Artists, arts organizations and their community partners are submitting notices of their arts actions for social change to the Brushfire blog. At the same time, Provisions is presenting a series of public art interventions around the country designed to focus attention on key issues such as the Iraq war, immigration, global warming, civil liberties, housing and healthcare; artists include The Beehive Collective, The Floating Lab Collective, Futurefarmers, Ligorano/Reese and Jon Winet. Brushfire culminates in an exhibition, "Close Encounters: Reflections on the Future," at the American University Art Museum in September and October, along with a D.C.-wide festival of exhibitions and arts events on key social issues. Send your announcements to the blog.
[LINK]
New on CAN: Geer Reviews New Book on Performance
Today CAN brings you a Richard Owen Geer review of "Community Performance: An Introduction" by Petra Kuppers.
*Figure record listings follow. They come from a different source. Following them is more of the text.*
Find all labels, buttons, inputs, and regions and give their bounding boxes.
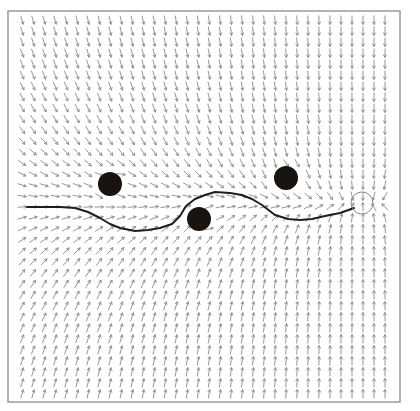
vector-field-plot [0, 0, 420, 411]
obstacle-3 [274, 166, 298, 190]
field-arrow [140, 237, 146, 243]
obstacle-2 [187, 207, 211, 231]
field-arrow [129, 237, 135, 243]
vector-field-figure [0, 0, 420, 411]
field-arrow [52, 149, 58, 155]
field-arrow [63, 149, 69, 155]
field-arrow [250, 182, 256, 188]
field-arrow [85, 248, 91, 255]
field-arrow [184, 171, 190, 177]
goal-circle [351, 192, 373, 214]
field-arrow [382, 204, 388, 210]
field-arrow [316, 193, 322, 199]
field-arrow [19, 259, 25, 265]
field-arrow [63, 248, 69, 254]
field-arrow [41, 149, 47, 155]
field-arrow [129, 160, 135, 166]
field-arrow [74, 248, 80, 254]
field-arrow [195, 171, 201, 178]
field-arrow [184, 226, 191, 232]
obstacle-1 [98, 172, 122, 196]
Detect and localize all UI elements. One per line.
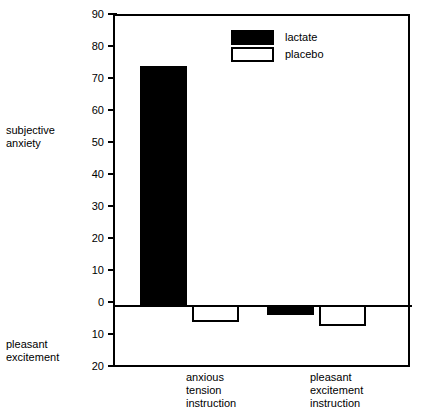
legend-label-placebo: placebo — [285, 48, 324, 61]
y-tick-label-neg10: 10 — [78, 329, 104, 340]
y-tick-label-80: 80 — [78, 41, 104, 52]
y-tick-label-70: 70 — [78, 73, 104, 84]
y-tick-label-40: 40 — [78, 169, 104, 180]
bar-lactate-anxious-tension — [140, 66, 187, 307]
y-tick-label-60: 60 — [78, 105, 104, 116]
bar-placebo-anxious-tension — [192, 305, 239, 322]
y-axis-upper-caption: subjective anxiety — [6, 124, 55, 150]
y-tick-label-30: 30 — [78, 201, 104, 212]
legend-swatch-lactate-icon — [231, 30, 274, 45]
legend-label-lactate: lactate — [285, 31, 317, 44]
plot-area: lactate placebo — [113, 14, 410, 367]
y-tick-label-90: 90 — [78, 9, 104, 20]
y-tick-label-10: 10 — [78, 265, 104, 276]
x-category-label-pleasant-excitement: pleasant excitement instruction — [310, 371, 363, 409]
y-axis-lower-caption: pleasant excitement — [6, 338, 59, 364]
y-tick-label-0: 0 — [78, 297, 104, 308]
x-category-label-anxious-tension: anxious tension instruction — [186, 371, 236, 409]
y-tick-label-20: 20 — [78, 233, 104, 244]
bar-placebo-pleasant-excitement — [319, 305, 366, 326]
bar-lactate-pleasant-excitement — [267, 305, 314, 315]
bar-chart-figure: 90 80 70 60 50 40 30 20 10 0 10 20 subje… — [0, 0, 425, 409]
y-tick-label-50: 50 — [78, 137, 104, 148]
legend-swatch-placebo-icon — [231, 47, 274, 62]
y-tick-label-neg20: 20 — [78, 361, 104, 372]
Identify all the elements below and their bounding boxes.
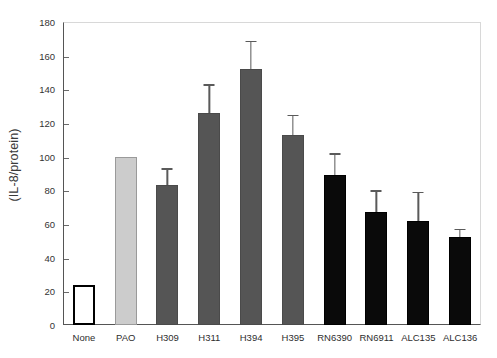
x-tick-label: ALC136 — [443, 332, 477, 343]
y-tick-label: 120 — [39, 118, 55, 129]
error-bar-line — [250, 41, 251, 70]
bar-group — [63, 22, 105, 325]
bar-group — [230, 22, 272, 325]
chart-container: (IL-8/protein) 020406080100120140160180 … — [0, 0, 497, 358]
error-bar-line — [418, 192, 419, 221]
bar — [73, 285, 95, 325]
error-bar-cap — [455, 229, 466, 230]
error-bar-cap — [287, 115, 298, 116]
y-axis-tick-labels: 020406080100120140160180 — [28, 0, 59, 358]
error-bar-cap — [204, 84, 215, 85]
bar — [449, 237, 471, 325]
bar-group — [439, 22, 481, 325]
bar — [156, 185, 178, 325]
bar — [365, 212, 387, 325]
error-bar-cap — [371, 190, 382, 191]
error-bar-cap — [413, 192, 424, 193]
bar-series — [63, 22, 481, 325]
y-axis-title-text: (IL-8/protein) — [7, 129, 21, 202]
y-tick-label: 40 — [44, 252, 55, 263]
y-tick-label: 100 — [39, 151, 55, 162]
y-tick-label: 160 — [39, 50, 55, 61]
y-tick-label: 80 — [44, 185, 55, 196]
error-bar-line — [209, 84, 210, 113]
y-axis-title: (IL-8/protein) — [0, 0, 28, 330]
x-tick-label: H395 — [282, 332, 305, 343]
bar — [407, 221, 429, 325]
bar-group — [356, 22, 398, 325]
x-tick-label: None — [73, 332, 96, 343]
bar-group — [272, 22, 314, 325]
bar — [240, 69, 262, 325]
y-tick-label: 0 — [50, 320, 55, 331]
y-tick-label: 60 — [44, 219, 55, 230]
y-tick-label: 180 — [39, 17, 55, 28]
x-axis-tick-labels: NonePAOH309H311H394H395RN6390RN6911ALC13… — [63, 329, 481, 353]
bar-group — [314, 22, 356, 325]
bar-group — [147, 22, 189, 325]
x-tick-label: RN6911 — [359, 332, 393, 343]
x-tick-label: RN6390 — [317, 332, 352, 343]
error-bar-line — [167, 168, 168, 185]
bar-group — [105, 22, 147, 325]
x-tick-label: H309 — [156, 332, 179, 343]
bar — [198, 113, 220, 325]
error-bar-line — [334, 153, 335, 175]
error-bar-line — [292, 115, 293, 135]
bar-group — [397, 22, 439, 325]
x-tick-label: PAO — [116, 332, 135, 343]
error-bar-cap — [162, 168, 173, 169]
bar — [282, 135, 304, 325]
error-bar-cap — [246, 41, 257, 42]
error-bar-line — [376, 190, 377, 212]
y-tick-label: 140 — [39, 84, 55, 95]
x-tick-label: H311 — [198, 332, 220, 343]
bar — [324, 175, 346, 325]
bar — [115, 157, 137, 325]
error-bar-cap — [329, 153, 340, 154]
bar-group — [188, 22, 230, 325]
y-tick-label: 20 — [44, 286, 55, 297]
x-tick-label: H394 — [240, 332, 263, 343]
x-tick-label: ALC135 — [401, 332, 435, 343]
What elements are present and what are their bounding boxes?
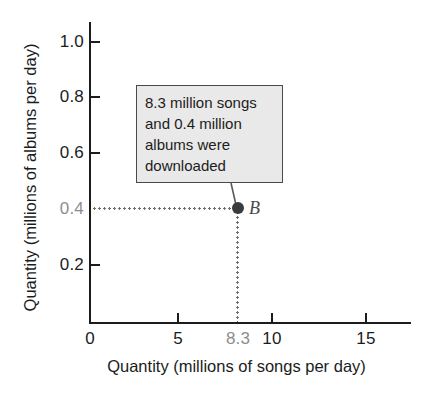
annotation-callout-text: 8.3 million songs and 0.4 million albums… bbox=[145, 92, 282, 176]
y-tick-mark-1.0 bbox=[91, 41, 100, 43]
y-tick-label-1.0: 1.0 bbox=[42, 32, 84, 52]
x-tick-label-10: 10 bbox=[249, 329, 295, 349]
y-tick-mark-0.2 bbox=[91, 264, 100, 266]
x-axis-line bbox=[89, 322, 411, 324]
y-tick-label-0.4: 0.4 bbox=[42, 199, 84, 219]
chart-figure: 1.0 0.8 0.6 0.4 0.2 0 5 8.3 10 15 B 8.3 … bbox=[0, 0, 429, 404]
y-tick-label-0.6: 0.6 bbox=[42, 143, 84, 163]
x-tick-mark-10 bbox=[271, 313, 273, 322]
x-tick-mark-15 bbox=[365, 313, 367, 322]
y-tick-mark-0.6 bbox=[91, 152, 100, 154]
y-tick-mark-0.8 bbox=[91, 96, 100, 98]
y-tick-label-0.8: 0.8 bbox=[42, 87, 84, 107]
x-tick-mark-5 bbox=[177, 313, 179, 322]
annotation-callout-box: 8.3 million songs and 0.4 million albums… bbox=[136, 85, 283, 183]
x-tick-label-5: 5 bbox=[155, 329, 201, 349]
x-axis-title: Quantity (millions of songs per day) bbox=[0, 357, 429, 376]
x-tick-label-15: 15 bbox=[343, 329, 389, 349]
vertical-guide-line bbox=[236, 210, 239, 322]
y-tick-label-0.2: 0.2 bbox=[42, 255, 84, 275]
horizontal-guide-line bbox=[92, 207, 238, 210]
data-point-b bbox=[232, 202, 244, 214]
x-tick-label-0: 0 bbox=[67, 329, 113, 349]
data-point-b-label: B bbox=[249, 198, 260, 219]
y-axis-title: Quantity (millions of albums per day) bbox=[21, 28, 40, 328]
y-axis-line bbox=[89, 22, 91, 324]
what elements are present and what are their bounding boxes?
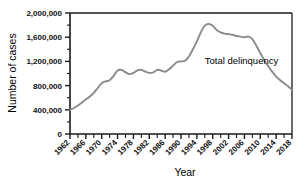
y-tick-label: 1,200,000 — [26, 57, 62, 66]
x-tick-label: 1990 — [163, 138, 182, 157]
x-tick-label: 1970 — [84, 138, 103, 157]
chart-annotations: Total delinquency — [205, 55, 279, 66]
line-chart: 0400,000800,0001,200,0001,600,0002,000,0… — [0, 0, 305, 182]
x-tick-label: 2018 — [274, 138, 293, 157]
x-tick-label: 2010 — [243, 138, 262, 157]
x-tick-label: 2002 — [211, 138, 230, 157]
x-tick-label: 1962 — [52, 138, 71, 157]
x-axis-title: Year — [174, 166, 196, 178]
x-tick-label: 1982 — [132, 138, 151, 157]
data-line-total-delinquency — [70, 24, 292, 110]
x-tick-label: 1986 — [148, 138, 167, 157]
chart-container: 0400,000800,0001,200,0001,600,0002,000,0… — [0, 0, 305, 182]
y-tick-label: 800,000 — [33, 82, 62, 91]
x-tick-label: 1966 — [68, 138, 87, 157]
y-tick-label: 1,600,000 — [26, 33, 62, 42]
x-axis-tick-labels: 1962196619701974197819821986199019941998… — [52, 138, 293, 157]
plot-frame — [70, 13, 292, 134]
y-tick-label: 2,000,000 — [26, 9, 62, 18]
x-tick-label: 2006 — [227, 138, 246, 157]
y-tick-label: 0 — [58, 130, 63, 139]
x-tick-label: 2014 — [259, 138, 278, 157]
y-axis-tick-labels: 0400,000800,0001,200,0001,600,0002,000,0… — [26, 9, 62, 139]
x-tick-label: 1998 — [195, 138, 214, 157]
y-axis-title: Number of cases — [6, 33, 18, 112]
series-annotation-label: Total delinquency — [205, 55, 279, 66]
x-tick-label: 1978 — [116, 138, 135, 157]
x-tick-label: 1994 — [179, 138, 198, 157]
y-tick-label: 400,000 — [33, 106, 62, 115]
data-series-group — [70, 24, 292, 110]
x-tick-label: 1974 — [100, 138, 119, 157]
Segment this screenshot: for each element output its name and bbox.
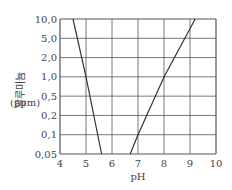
y-tick-label: 2,0 — [41, 52, 57, 63]
y-tick-label: 1,0 — [41, 71, 57, 82]
x-tick-label: 10 — [210, 158, 223, 169]
y-tick-labels: 10,05,02,01,00,50,20,10,05 — [35, 14, 57, 160]
x-tick-label: 5 — [83, 158, 89, 169]
line-acidic-branch — [73, 19, 102, 154]
x-tick-label: 8 — [161, 158, 167, 169]
x-tick-label: 6 — [109, 158, 115, 169]
x-tick-labels: 45678910 — [57, 158, 223, 169]
x-tick-label: 9 — [187, 158, 193, 169]
y-axis-unit: (ppm) — [10, 97, 40, 108]
x-tick-label: 4 — [57, 158, 63, 169]
y-tick-label: 0,1 — [41, 129, 57, 140]
x-axis-title: pH — [130, 171, 145, 182]
y-tick-label: 0,05 — [35, 149, 57, 160]
y-tick-label: 0,2 — [41, 110, 57, 121]
y-tick-label: 5,0 — [41, 33, 57, 44]
y-tick-label: 0,5 — [41, 91, 57, 102]
line-alkaline-branch — [130, 19, 195, 154]
data-lines — [73, 19, 195, 154]
y-tick-label: 10,0 — [35, 14, 57, 25]
chart: 10,05,02,01,00,50,20,10,05 45678910 pH 알… — [0, 0, 232, 190]
x-tick-label: 7 — [135, 158, 141, 169]
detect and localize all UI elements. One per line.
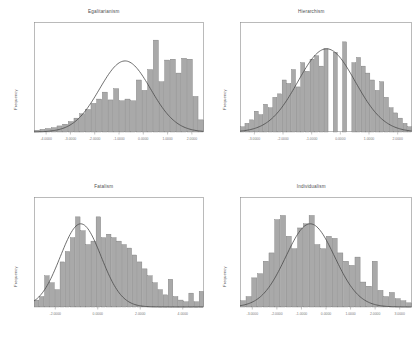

Geer says it's "a valuable tool for the new practitioner of the community-based arts. It begins with historical material, but the result is not history as much as an indication of the breadth and diversity of the field, as conveyed by reference to specific practices and practitioners." Kuppers, says Geer, provides the entry-level student with how-to chapters, presented in a "welter of sidebars. Constant multivocality is one of the book’s most notable characteristics." He admires her sensitivity to diversity, but questions her definition of community performance and her lack of inclusion of the voices of many of the authorities from the field as presented on CAN.
[LINK]
August 22, 2008New on CAN: Lily Yeh's School Project in China
Today CAN brings you a story from China by artist Lily Yeh and the Barefoot Artists, who helped students at the Dandelion School change their environment.
The Dandelion School, say Yeh and Kelly Tannen in today's story, is located in a heavily polluted industrial section on the outskirts of Beijing. It's the only nonprofit organization in the city that serves the needs of 620 children of poor migrant workers coming from 24 provinces. Its programs and activities manifest its motto, "Ai Man Tian Xia, Let the heaven and earth be filled with love." The school environment felt inhospitable, barren and harsh, and Dandelion's teachers invited Yeh to "cultivate us to have the ability to find angels in hell." New designs were crafted from recycled student art work and the work of Ku SuLan, an influential self-taught 20th-century female Chinese peasant artist, then the students installed the designs in mosaic throughout the school. Yeh and Tannen describe the "powerful effective process."
[LINK]
See Monthly Archives (upper right column) for additional and historical news items or visit any of the categories in the left column for news specific to those subjects.